Tuesday, May 7, 2013

ASCENSION DAY 2013


Ascension 
Ascension Day is one of the principal feasts of the Christian Calendar. Yet, while this means it is to be ranked alongside Christmas, Easter  and and Pentecost, it has rarely been accorded the same sort of importance in the life of the Church or the practice of individual Christians. Perhaps this is in part because the event it commemorates -- the ascension of the risen Jesus -- is recorded by only one evangelist, Luke (though that is also true of the Epiphany). Perhaps it is because over the centuries its precise location in the Christian year has been subject to local variation. But mainly, I think, it is because the theological significance of the event it celebrates is very hard to separate from the Easter Resurrection and the coming of Holy Spirit at Pentecost.

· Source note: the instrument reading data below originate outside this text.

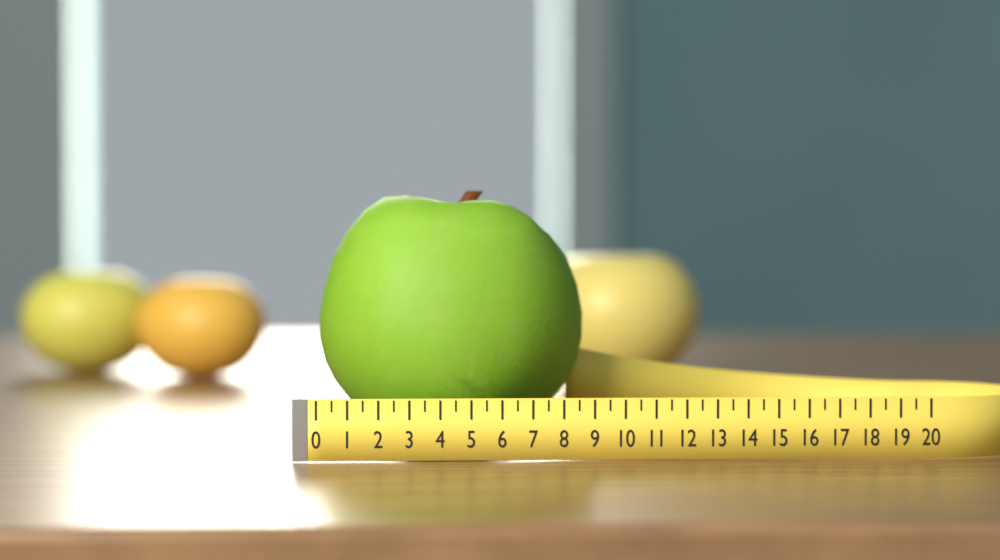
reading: 9.0 (no unit)
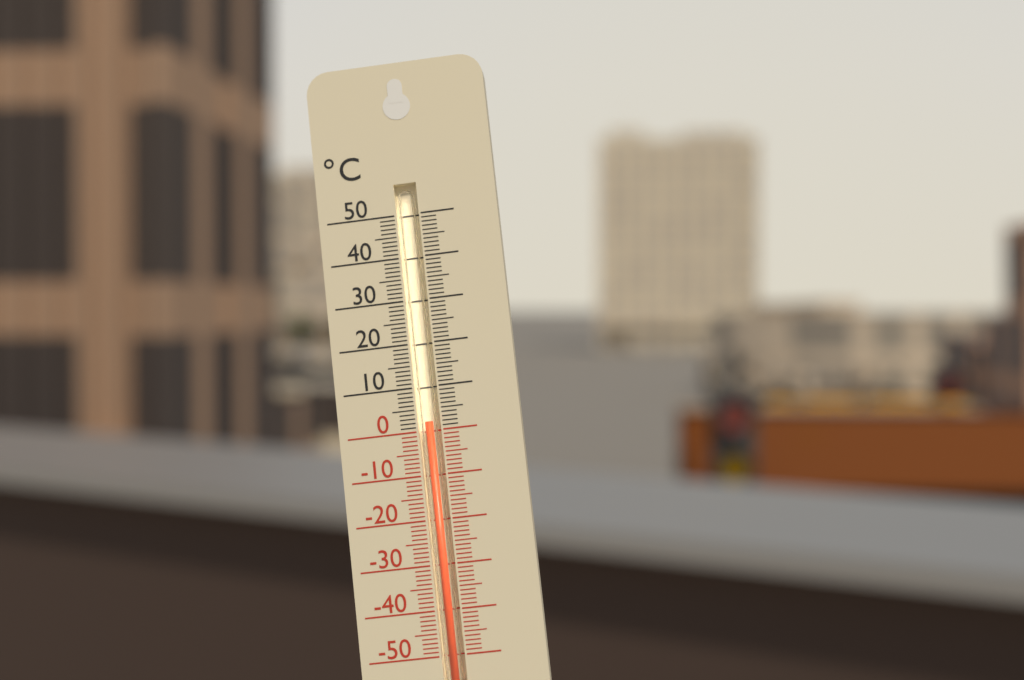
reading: 2 °C
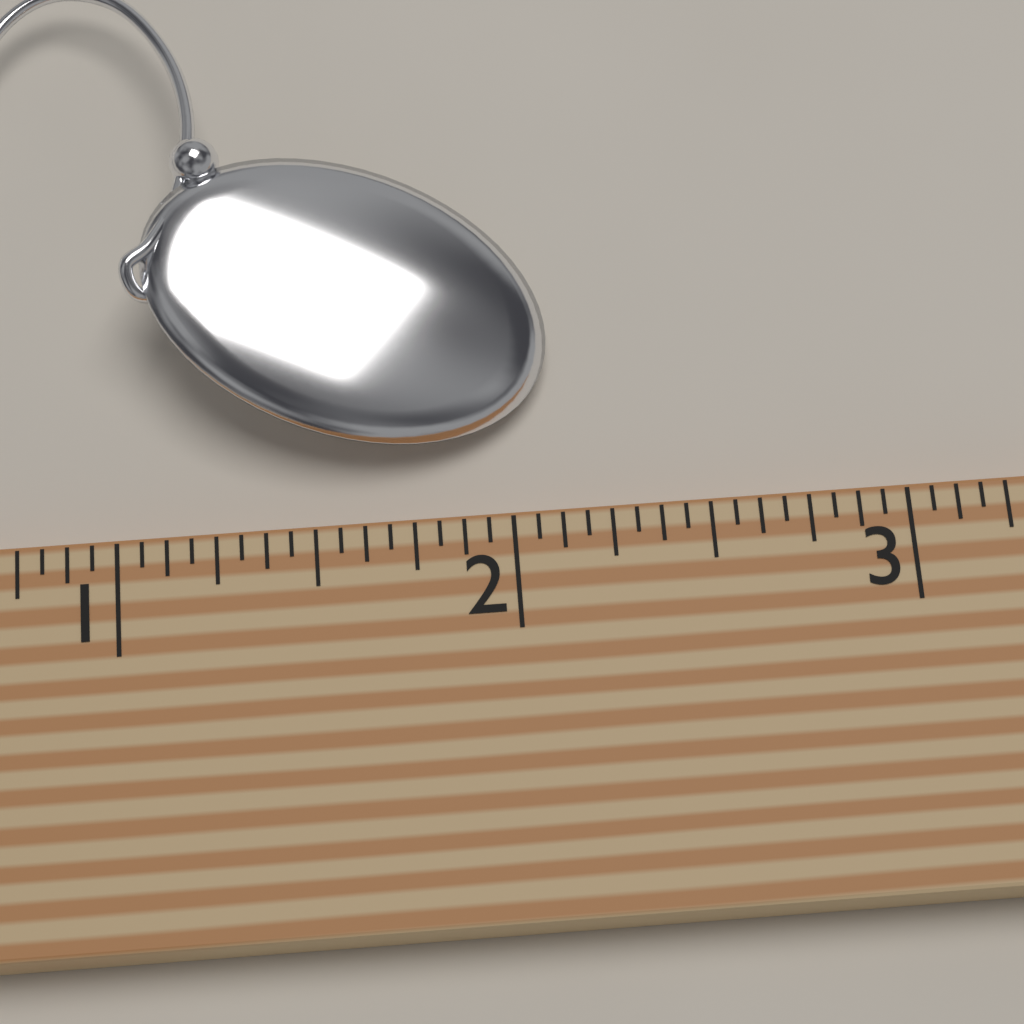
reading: 2.1250 (no unit)
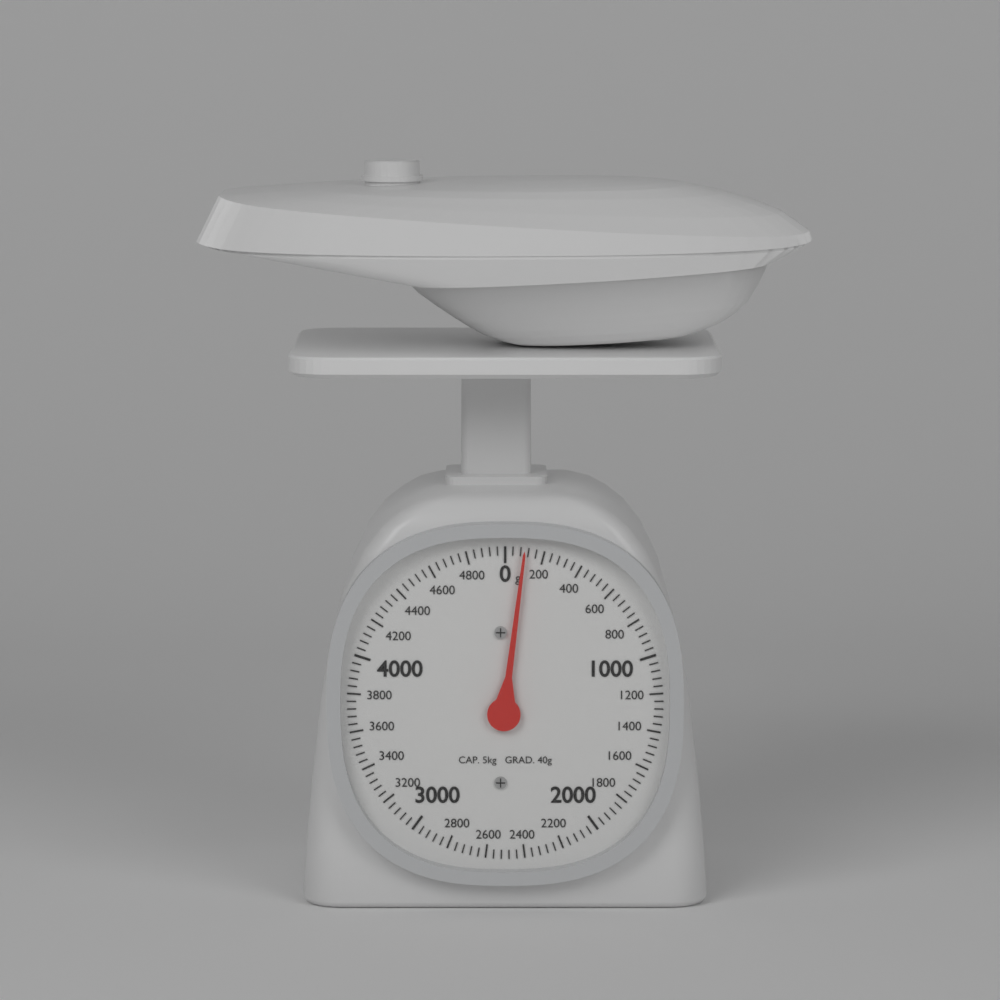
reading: 100 g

One way of identifying this significance, however, is to note the special way in which the brief period between Ascension Day and Pentecost unites us, and Christians of every age, with the first disciples. Peter, John Andrew and so on, saw Jesus in the flesh. They walked and talked with him, watched and listened to him over the years of his ministry. It ended in apparent failure of course, but then, as physical witnesses of the Risen Christ, they were granted a second opportunity to be in the privileged company of the Son of God.

In the pursuit of our discipleship we do not have these advantages. We must live in faith in a way that those few Galileeans did not have to do. Ascension marks the point at which Jesus left them to complete their discipleship, by finding a faith just like ours. His departure "from their sight"  meant that  for a time they had to stand firm in knowledge of the Resurrection, without his unique presence to sustain them. In this way, his ascension required them to prepare themselves for what the rest of us rely on -- a Holy Spirit that draws us into the eternal life of the Father whom we do not see and the Son whom we never met.

The image of Christ ascending is grafitti painted on a wall in Bristol England, and made available in the collection of the Jean and Alexander Heard Library at Vanderbilt Divinity School.